Nurul Izzah: Pakatan at ‘make or break’ point
(Malay Mail Online) – Leaderless following the jailing of Datuk Seri Anwar Ibrahim and torn by open discord over hudud, Pakatan Rakyat is perched between breaking apart and rallying back to its former strength, said PKR vice president Nurul Izzah Anwar.
In a profile piece by the Financial Times today, the Lembah Pantai MP acknowledged that the twin issues facing the loose electoral pact risked erasing most of the gains the tripartite alliance has made from 2008 up until Election 2013.
Anwar this week finally stopped being a federal lawmaker after the disqualification from his sodomy conviction took effect owing to the rejection of his petition for a royal pardon, leaving the pact without a federal opposition leader.
The complex task of choosing his stand-in is made more difficult now that DAP and PAS have essentially frozen their collaboration over the latter’s push for Islamic penal law in Kelantan, leaving the PR pact intact largely in name only.
“It’s a make or break moment. But we should rise above [it] and understand what’s at stake here,” Nurul was quoted as saying by the London-based business magazine.
Several names have been informally floated as a replacement for Anwar as the head of the pact, this time including leaders from all three parties. But the hostility between PAS and DAP make it unlikely that either will accept a candidate from the other.
This leaves PKR as the most likely source of the MP that will serve as federal opposition leader in Parliament.
Among the PKR names bandied about is Nurul Izzah, but she told the FT that the selecting a new opposition leader is far less crucial than ending the dissension within the PR pact.
“You could have anyone to be a figurehead but if you keep bickering with one another and issuing statements that hurt each other, it’s going to be tough,” she was quoted as saying in the report.
“We have to stick to decisions made as a coalition. So I think that process is far more important than who leads.”

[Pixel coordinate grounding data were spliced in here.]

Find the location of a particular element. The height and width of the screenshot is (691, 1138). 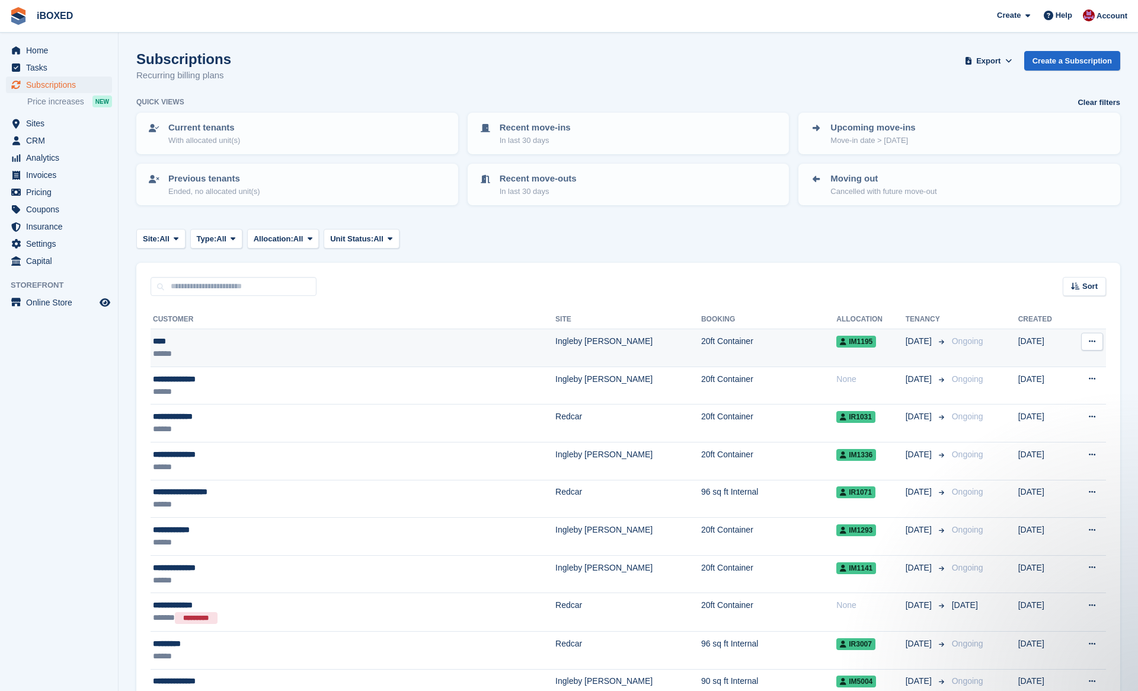

p: With allocated unit(s) is located at coordinates (204, 140).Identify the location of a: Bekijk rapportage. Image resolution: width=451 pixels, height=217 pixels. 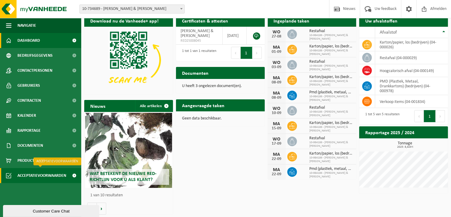
(425, 144).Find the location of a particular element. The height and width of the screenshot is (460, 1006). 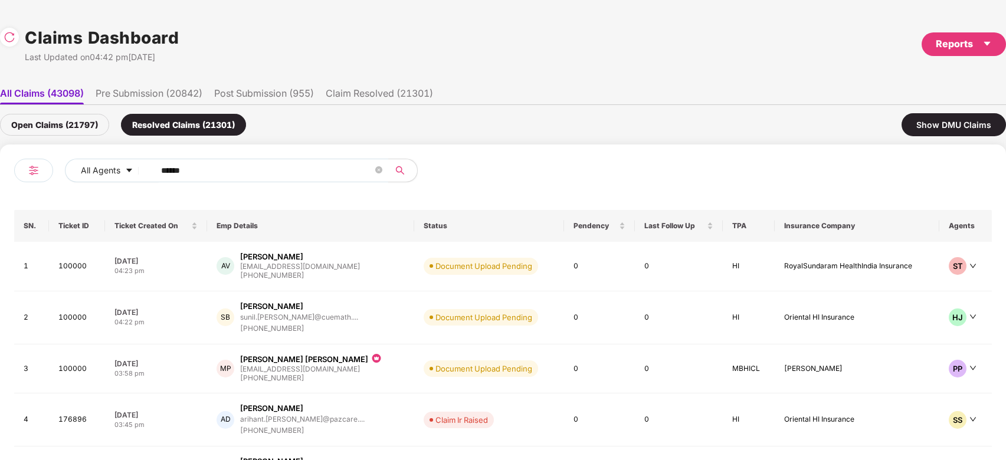

th: SN. is located at coordinates (31, 226).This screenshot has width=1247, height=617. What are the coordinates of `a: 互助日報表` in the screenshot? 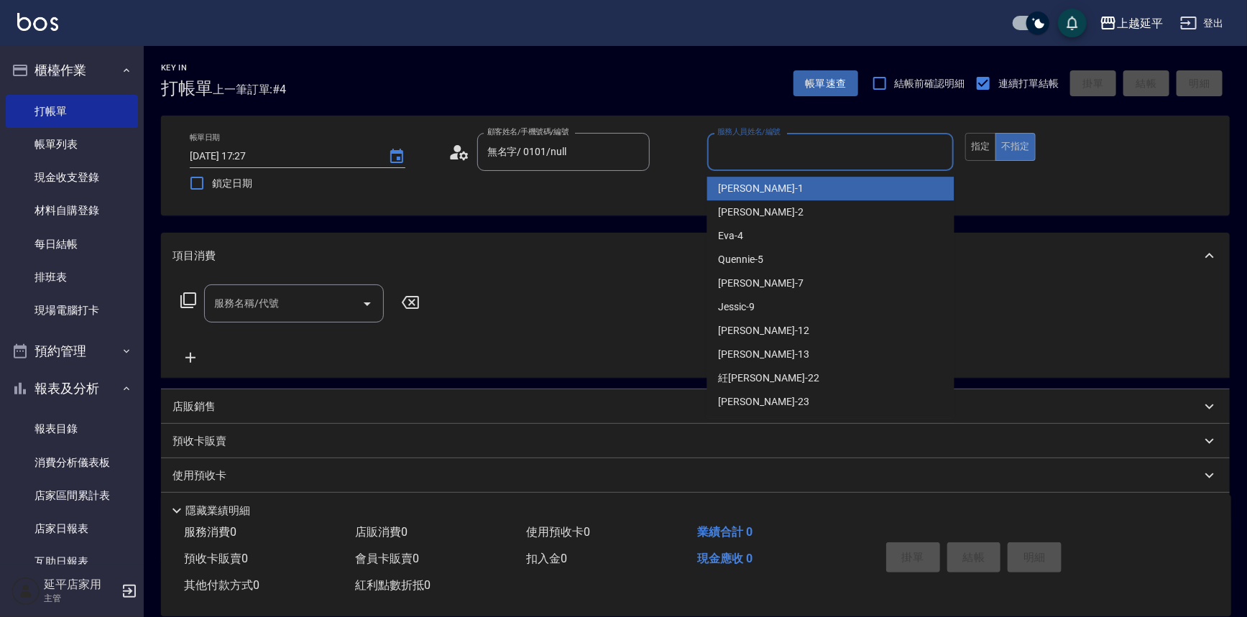 It's located at (72, 562).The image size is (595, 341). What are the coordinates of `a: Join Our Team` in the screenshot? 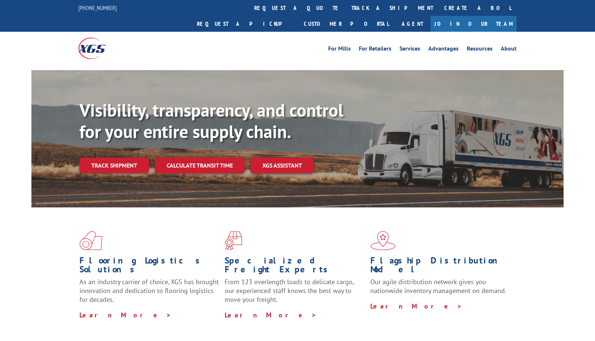 It's located at (473, 24).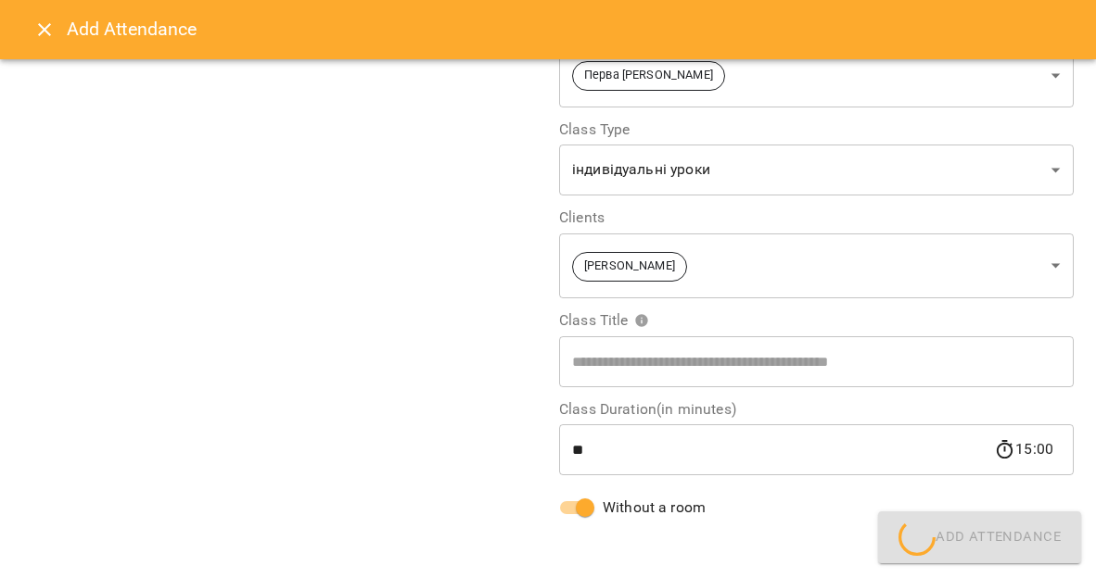 Image resolution: width=1096 pixels, height=578 pixels. Describe the element at coordinates (816, 130) in the screenshot. I see `label: Class Type` at that location.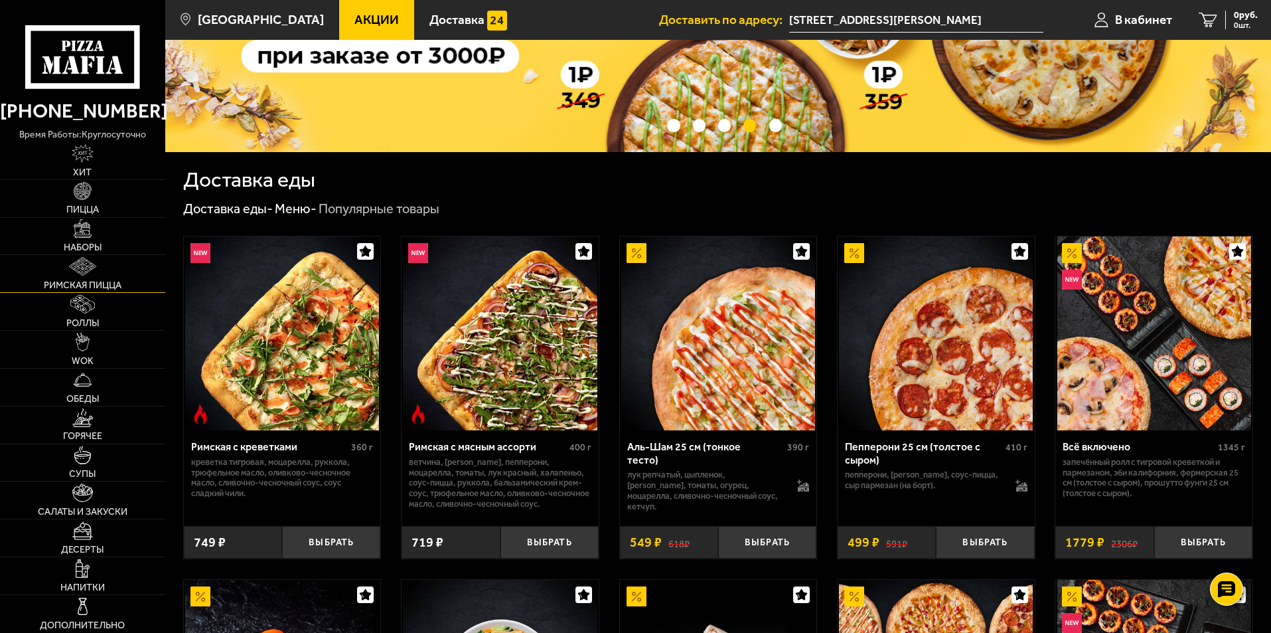 The width and height of the screenshot is (1271, 633). I want to click on span: 499 ₽, so click(864, 542).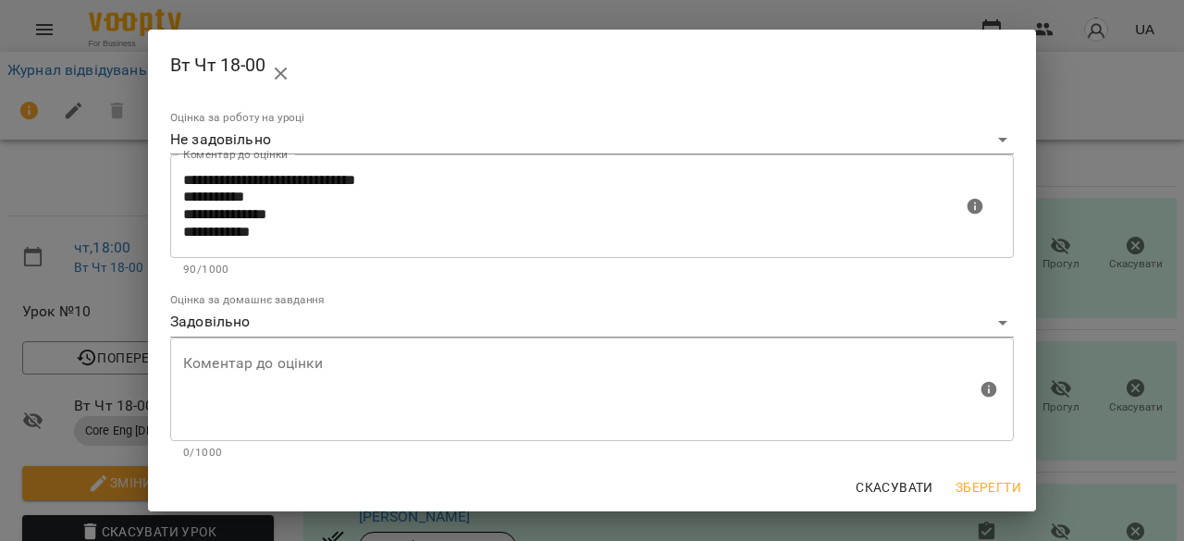 The width and height of the screenshot is (1184, 541). I want to click on div: Задовільно, so click(592, 323).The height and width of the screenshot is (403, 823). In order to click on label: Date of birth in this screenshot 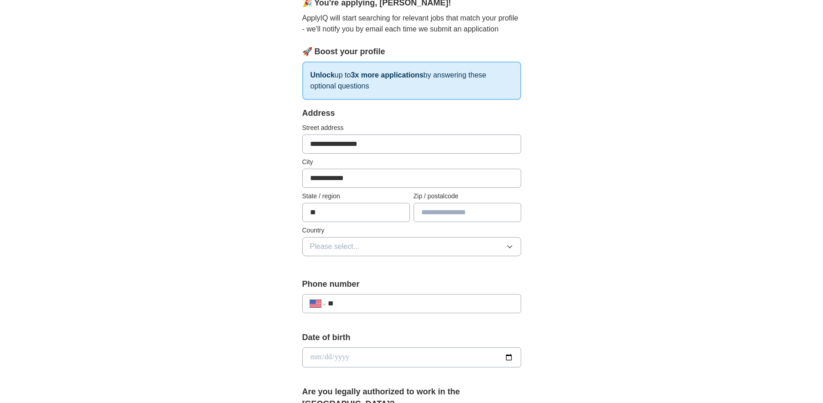, I will do `click(412, 338)`. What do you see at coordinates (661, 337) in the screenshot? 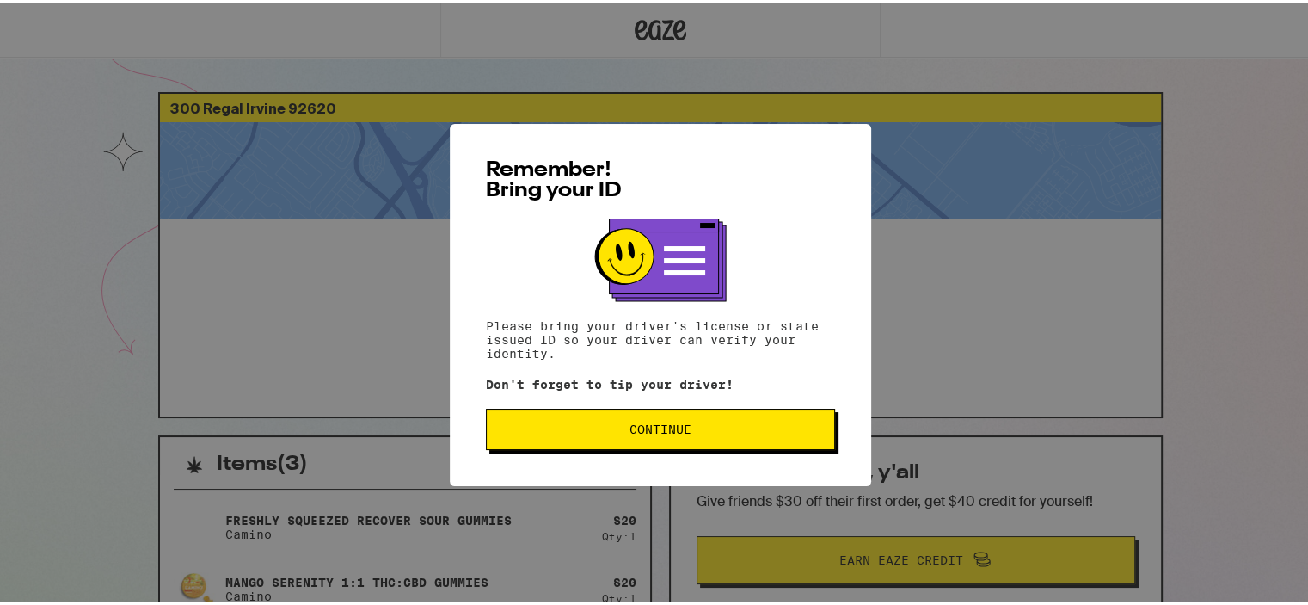
I see `p: Please bring your driver's license or state issued ID so your driver can verify your identity.` at bounding box center [661, 337].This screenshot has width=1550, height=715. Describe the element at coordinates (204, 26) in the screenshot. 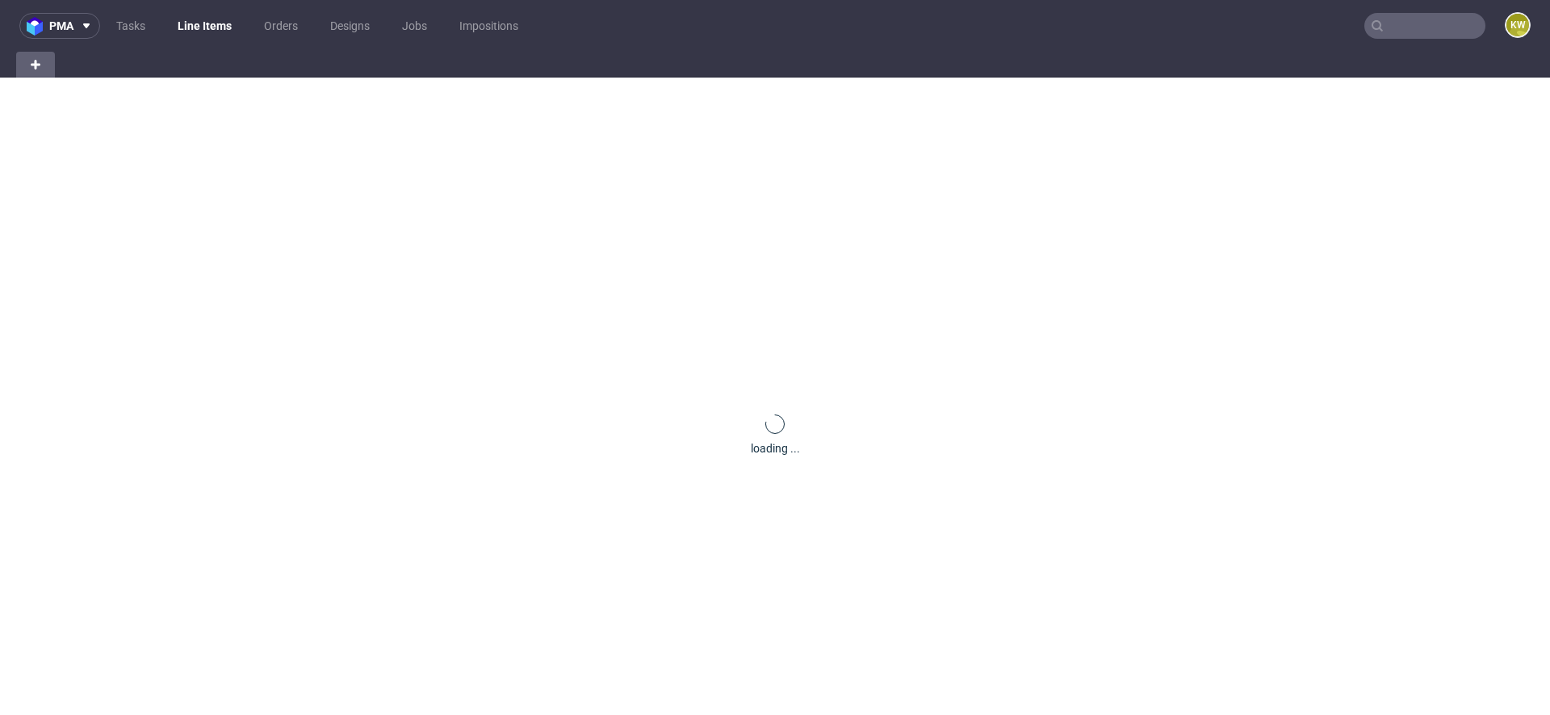

I see `a: Line Items` at that location. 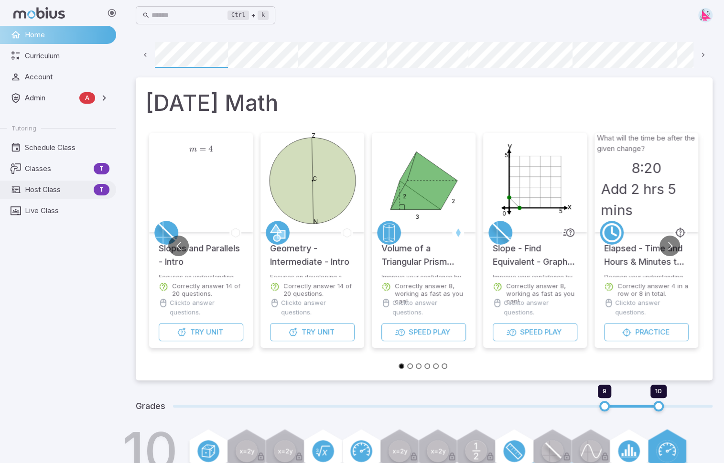 What do you see at coordinates (509, 146) in the screenshot?
I see `text: y` at bounding box center [509, 146].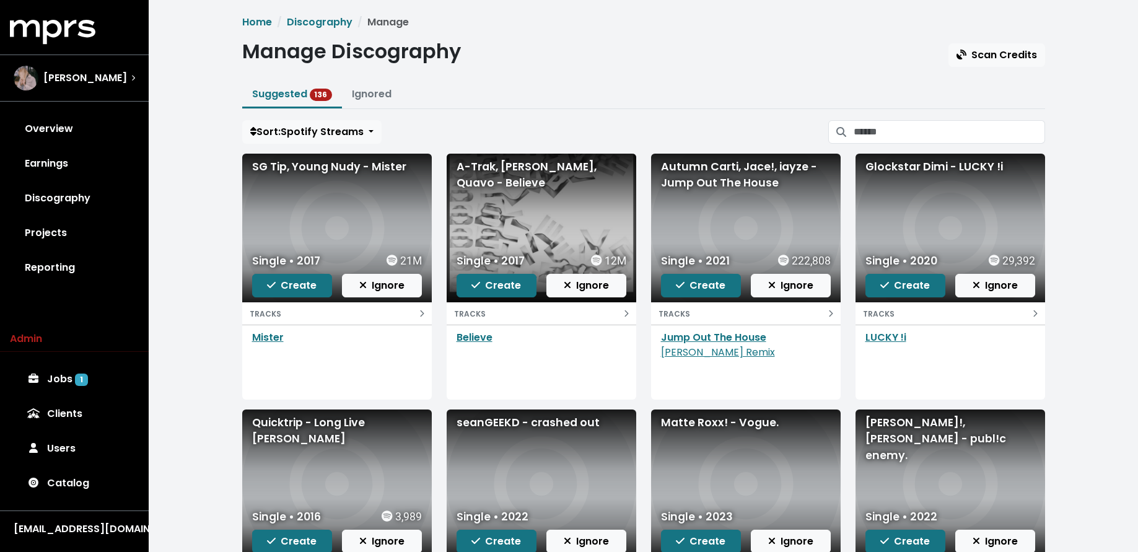 Image resolution: width=1138 pixels, height=552 pixels. Describe the element at coordinates (74, 448) in the screenshot. I see `a: Users` at that location.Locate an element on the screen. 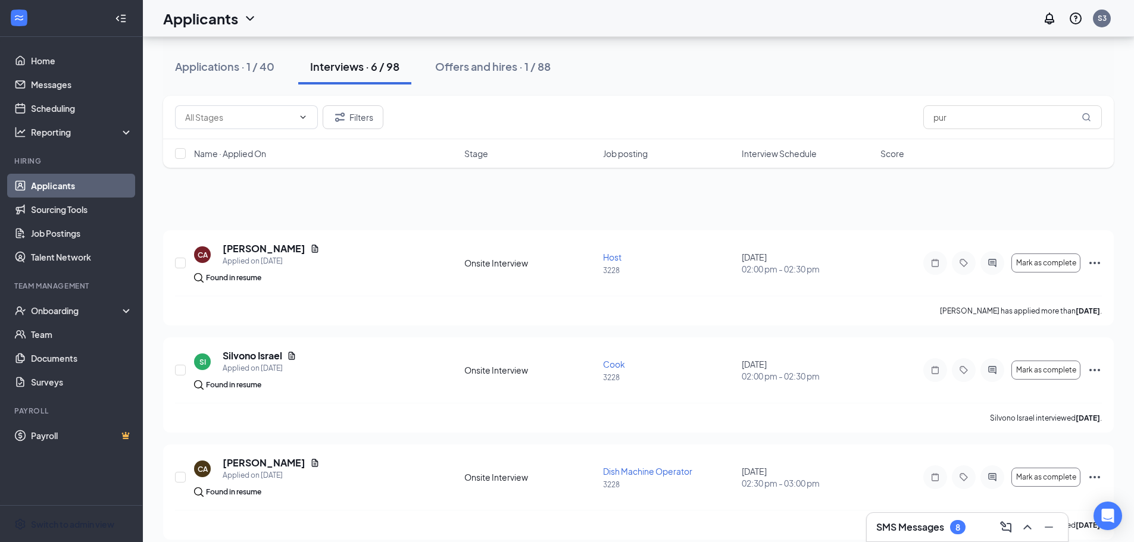  div: 8 is located at coordinates (957, 527).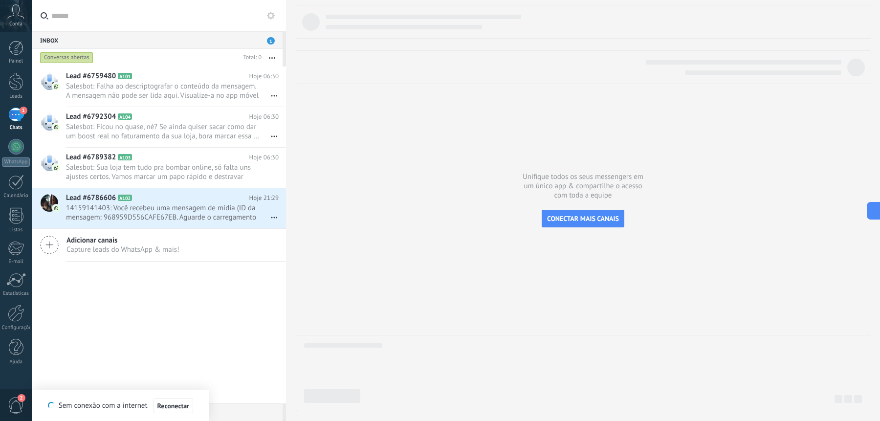 Image resolution: width=880 pixels, height=421 pixels. Describe the element at coordinates (91, 157) in the screenshot. I see `span: Lead #6789382` at that location.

Parliament Speaker Tan Sri Pandikar Amin Mulia on Tuesday formally announced Anwar’s disqualification as Permatang Pauh MP, while the Election Commission also confirmed that a by-election will be held for the constituency.
DAP’s Bukit Bendera MP Zairil Khir Johari yesterday said PR’s Penang federal lawmakers had met on Friday, but did not discuss who should contest the poll, adding that the decision belonged to PKR.
On March 21, DAP said it has severed ties with PAS president Datuk Seri Abdul Hadi Awang over his party’s push to enforce hudud in Kelantan, but reaffirmed its commitment to the PR pact.
The curious arrangement, however, leaves the PR presidential council in a limbo as it cannot achieve the consensus that is purportedly required for policy decisions.